* _Task item_:
From the line that includes "has width=728, height=564." to the last line of the records that follow, copy every line exactly and nothing more, omitting pictures.

* _Entries supplied_:
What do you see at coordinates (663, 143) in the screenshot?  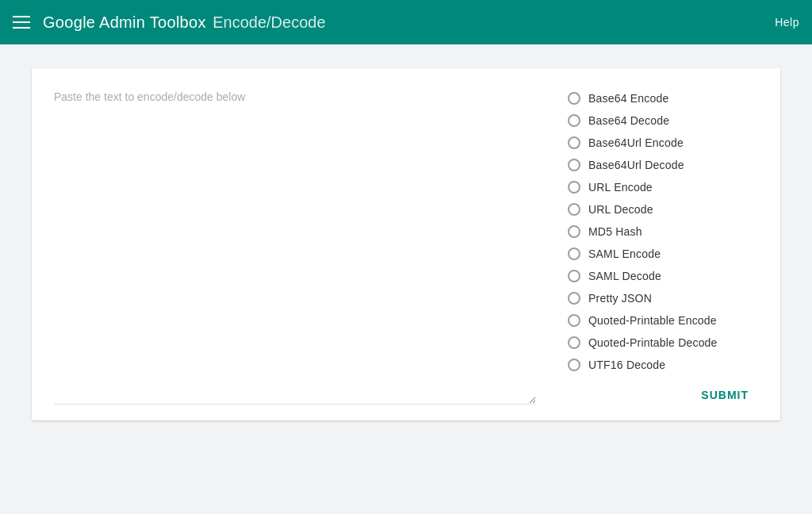 I see `option-item-base64url-encode: Base64Url Encode` at bounding box center [663, 143].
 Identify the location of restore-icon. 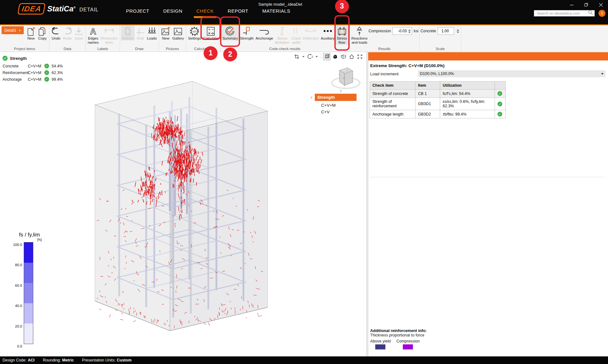
(586, 5).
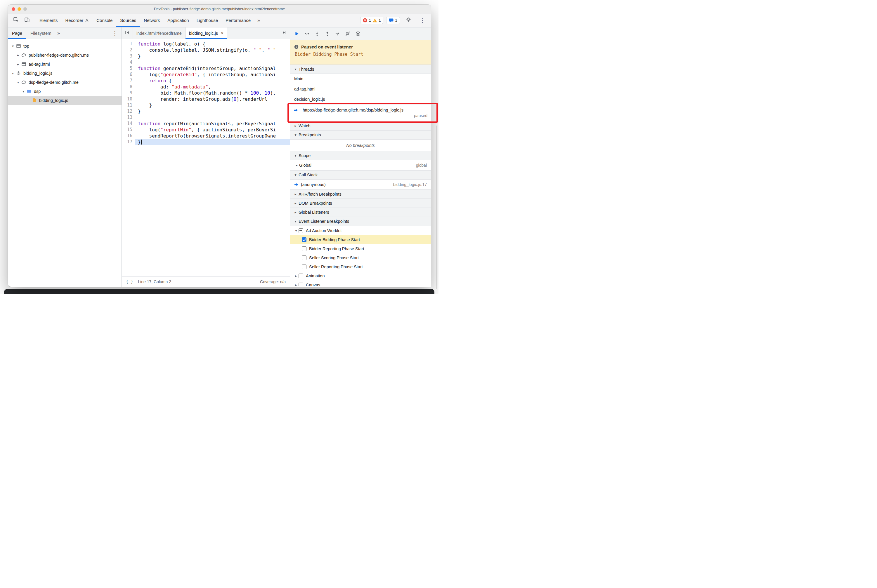 The image size is (877, 588). What do you see at coordinates (59, 33) in the screenshot?
I see `sidebar-more-tabs-button: »` at bounding box center [59, 33].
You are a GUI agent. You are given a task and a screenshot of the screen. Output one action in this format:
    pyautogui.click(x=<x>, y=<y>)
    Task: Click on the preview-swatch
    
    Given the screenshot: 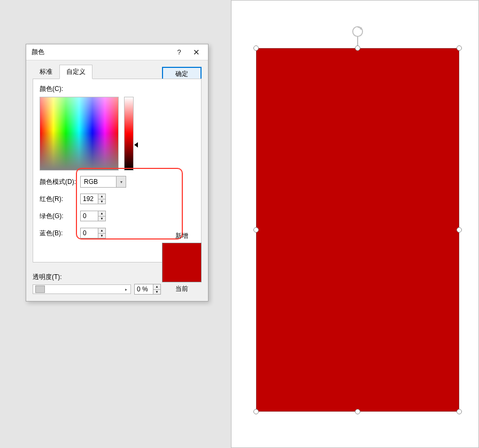 What is the action you would take?
    pyautogui.click(x=182, y=262)
    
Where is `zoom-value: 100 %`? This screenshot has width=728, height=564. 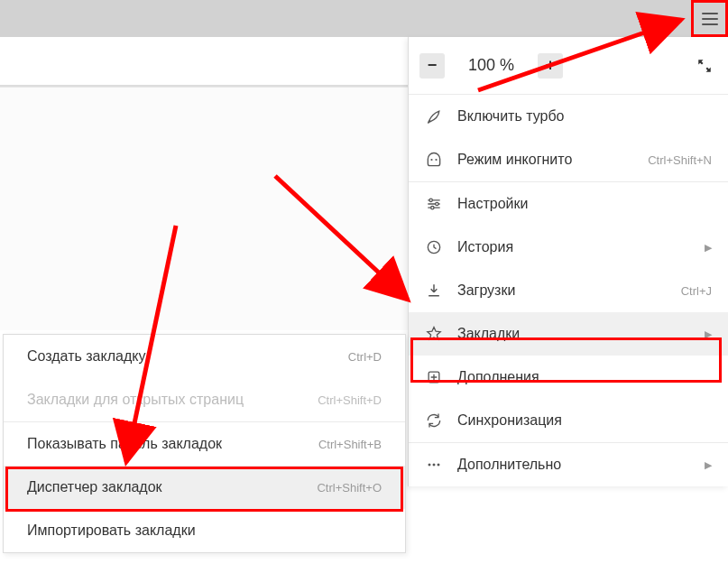
zoom-value: 100 % is located at coordinates (491, 65).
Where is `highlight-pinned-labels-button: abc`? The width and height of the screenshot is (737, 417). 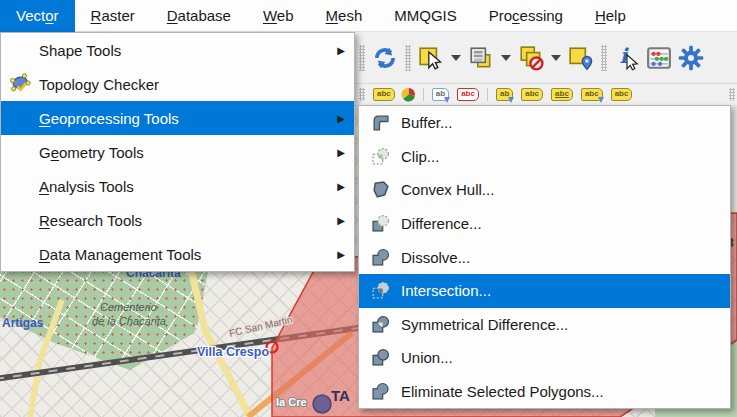
highlight-pinned-labels-button: abc is located at coordinates (468, 94).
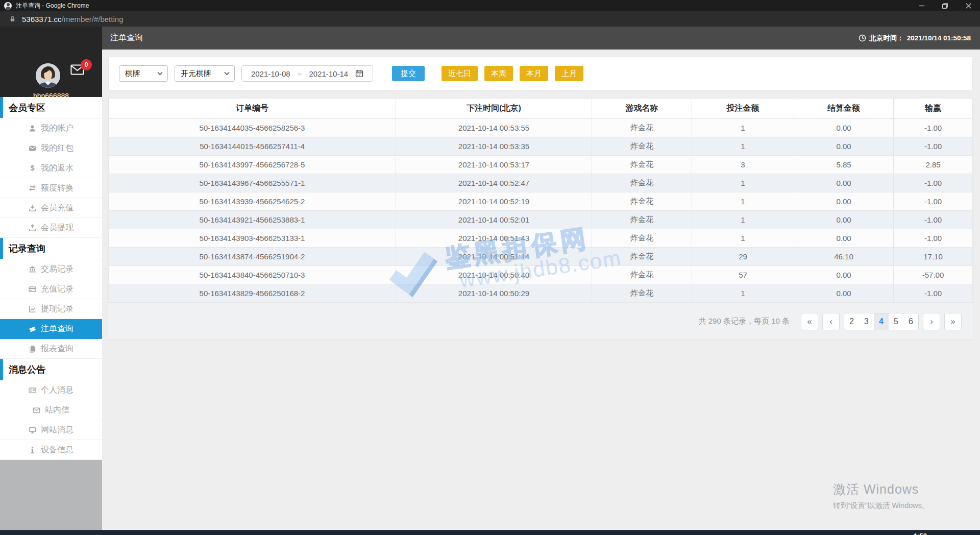  I want to click on sidebar-item-transaction-records: 交易记录, so click(51, 270).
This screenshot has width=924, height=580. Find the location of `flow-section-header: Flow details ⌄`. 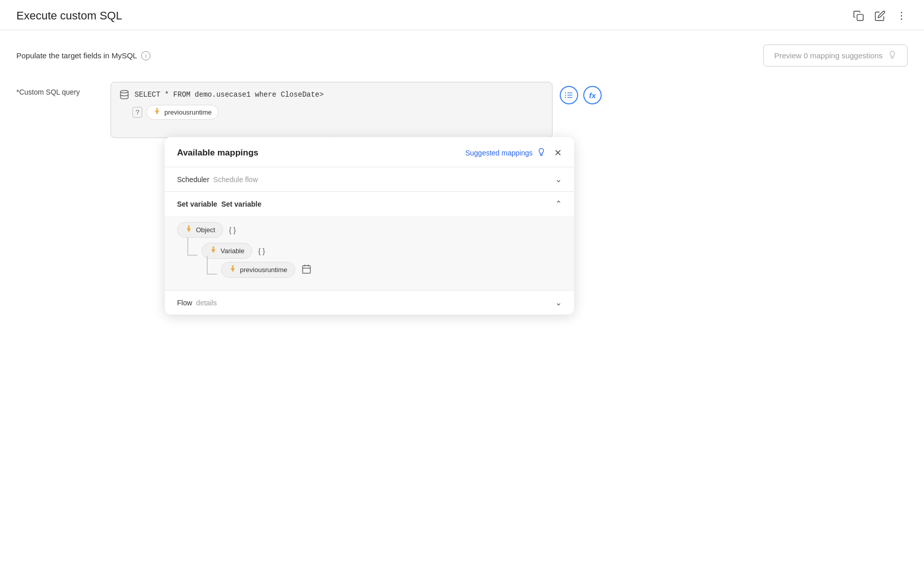

flow-section-header: Flow details ⌄ is located at coordinates (369, 303).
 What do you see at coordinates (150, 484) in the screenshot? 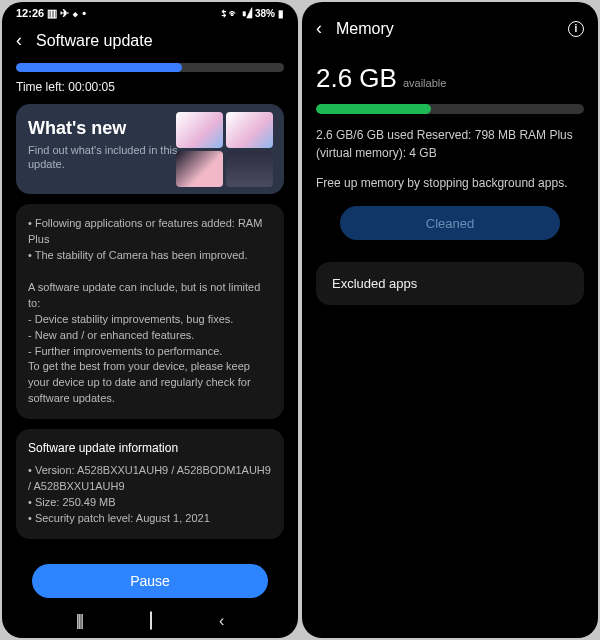
I see `update-info-card: Software update information • Version: A…` at bounding box center [150, 484].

* _The completed task_:
Where is `zoom-value: 100 %`? This screenshot has width=728, height=564. 
zoom-value: 100 % is located at coordinates (491, 65).
Where is `highlight-pinned-labels-button: abc`? The width and height of the screenshot is (737, 417). 
highlight-pinned-labels-button: abc is located at coordinates (468, 94).
  I want to click on sidebar-item-transaction-records: 交易记录, so click(51, 270).
This screenshot has width=924, height=580. Find the location of `flow-section-header: Flow details ⌄`. 

flow-section-header: Flow details ⌄ is located at coordinates (369, 303).
 What do you see at coordinates (150, 484) in the screenshot? 
I see `update-info-card: Software update information • Version: A…` at bounding box center [150, 484].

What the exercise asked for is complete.